If you are using commercial structural analysis software such as SAP2000/ETABS, creating a pinned connection can be done by clicking several button. However, no such thing menu is available on OpenSees. As such, I often see people make some mistake when they want to create a pinned connection. They usually use the ‘fix’ command on the rotational DOFs, assuming it will create a pinned connection. This is not the correct way. For starter, it also fix the column rotation while usually, you only want to have a pinned connection at the beam-column interface.
If you want to create a pinned connection, you can do so by creating a ‘dummy node’ and then use the equalDOF command. An OpenSeesPy example for a 2D system is available here. I will give you a brief walkthrough to help you understand better.
(If you are only using elasticBeamColumn, you can just use the -release option instead of using this method).
1. Create a Dummy Node where you want to create a pinned connection.
This dummy node should be located at the place where you want to create at the pinned connection, this is probably will be located at the beam-column intersection. Usually, to tell that this is a ‘dummy node’, I add a 0 at the node ID/tag end. So if my beam-column intersection is at node 345, I created a 3450 as the ‘dummy node’. Keep in mind that if you have pinned connection on both side of the node, you need to create two dummy node.
2. Use EqualDOF to contraint the translation
Use the equalDOF to constraint all the translation DOFs of the dummy node to the ‘real’ node. e.g. equalDOF(2,20,1,2) (Ensure that the DOF 1 and 2 of Node 2 is the same with DOF 1 and 2 of Node 20. As a note, DOF 1 is the movement in the X direction and DOF 2 is in the Y direction.). The “physical” meaning of this is that while at the dummy node, the beam/element caused some rotation but the rotation is ‘ignored’ because only the DOF 1 and 2 of the dummy node is connected to the ‘real’ node/system.
For a 3D model, it become a little bit more complicated because you need to ensure at what direction your pinned connection is. The first 3 DOFs of the 3D system is all the translation while the last 3 DOFs is related to the rotation (or in other term, Fx Fy Fz Mx My Mz).

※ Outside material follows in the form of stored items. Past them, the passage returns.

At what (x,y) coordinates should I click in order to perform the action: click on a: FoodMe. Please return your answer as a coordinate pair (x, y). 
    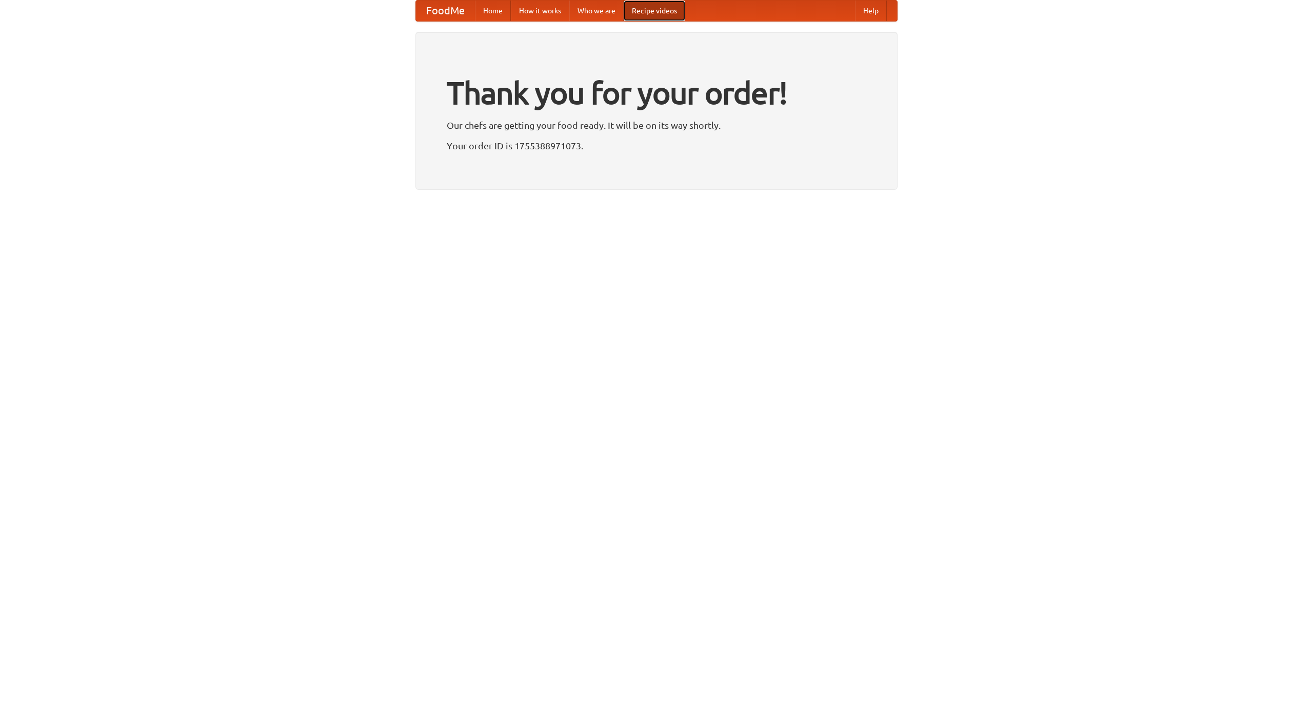
    Looking at the image, I should click on (445, 11).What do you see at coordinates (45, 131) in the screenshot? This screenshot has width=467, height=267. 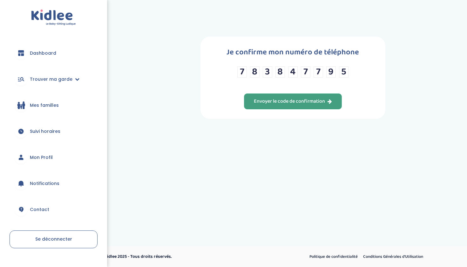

There is many way to implement the pinned connection, such as using a very stiff zeroLength element (this is how the penalty constraint handler work on OpenSees), but personally I used the equalDOF because it is quite straightforward. Keep in mind to handle your equalDOF constraint with care. Because if you do the wrong constraining, your result could be funky and OpenSees WILL not throw you an error warning/crash.